1390. (See the entry for St. Mary's, Brettenham
for a full description of this small but distinctive tracery shape.) The
windowless N. porch projects only slightly beyond the aisle and now appears largely
nineteenth century in date. The S. porch outer doorway carries
a series of wave mouldings arranged in two orders, of which those on the
inner order die into a flat chamfer running down the responds. The
attractive clerestory consists of four, two-light windows on each side,
with supermullioned drop tracery beneath triangular-pointed arches,
trefoil-cusped sublights, and cinquefoil-cusped lights. The chancel windows
are two-light and square-headed with renewed supermullioned
tracery to north and south, and three-light and segmental-pointed with
strong mullions to the east.
However,
the same windows inside (in the chancel walls to north, south and east) retain an original order of
Early English colonnettes at the sides, supporting roll mouldings around the
arches above, and so appear scarcely later than c. 1290 - 1300.
(See the S. window, illustrated
right.) If construction of
the
church began with the chancel, therefore (as was often the case), then
perhaps there was a break in proceedings after it was completed, for not
only are the nave arcades consistent with early fourteenth century Decorated
work, being composed of double-flat-chamfered arches supported on octagonal
piers with characteristically prominent capitals
(as seen in the photograph of the
S. arcade, left), but the alignment of either
the nave or the chancel, as viewed from the
other, is sharply southwards. The traditional explanation
for such an arrangement is that it is intended to symbolize Christ’s
drooping head after his death on he Cross, though nearly all can probably be
explained by the difficulties encountered in laying out of the foundations
(albeit that it
must be admitted that northward-deflections are rare). The change of
alignment at Thrandeston is exceptionally pronounced - in the order of 10°
to 15° - and seems most
unlikely
to have been intended at the outset, raising such questions as whether a
decision to make the nave longer than originally planned, could have
meant that burials or other obstacles prevented work continuing along the
original building line. Be this as it may, however, the chancel arch
does rather span the transition between the
Early
English and Decorated styles, for while it is similar to the nave arcades in
basic form (with two flat chamfered orders above
semi-octagonal responds),
the capitals are enriched with leaf and vine carving which is
thirteenth century in spirit.
(See the capital to the N. respond, right.)

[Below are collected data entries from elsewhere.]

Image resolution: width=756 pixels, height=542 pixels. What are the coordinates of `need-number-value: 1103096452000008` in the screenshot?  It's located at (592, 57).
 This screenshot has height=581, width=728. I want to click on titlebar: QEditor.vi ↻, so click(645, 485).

The tower arch consists of two flat-chamfered orders that die into the jambs
while other masonry features include a Decorated
piscina in the S. wall of the S. aisle, a blocked rood stair beside the E.
respond to the N. arcade, and a trefoiled ogee niche for a statue in the N.

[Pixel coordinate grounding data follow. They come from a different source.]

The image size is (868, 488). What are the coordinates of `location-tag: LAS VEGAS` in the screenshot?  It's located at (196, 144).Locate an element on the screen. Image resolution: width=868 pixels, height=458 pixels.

wall of the N. aisle. The octagonal font
(illustrated left)
has carved roses alternating with the symbols of the Evangelists on the
faces of the bowl, and four very jolly lion supporters between buttresses
round the stem, with frog-like back legs. It is one of a number in
this region aligned to face east-northeast, east-southeast, south-southeast,
etc., rather than the more usual cardinal and ordinal directions.
Finally, a few items of woodwork should be
mentioned, especially the chancel benches, of which there is a long one on
the N. side
(illustrated below) and a
shorter one to the south. These have tracery on the back and
front panels of late fifteenth or sixteenth century appearance, but also -
on the back panel of the N. bench, behind the gangway - a Jacobean round
arch, suggesting either that the correct date is the seventeenth
century or, at the least, that the work was altered then. There are
also two tall carved figures rising from the front panel on either side of
this gangway, carrying a dog and a bird. The rood screen consists of two
one-light divisions on each side of the central opening, with supermullioned
tracery above and a carved dado below; the central opening has two traceried
lights above, again with supermullioned tracery. Many of the nave
benches appear to have old work re-used in them.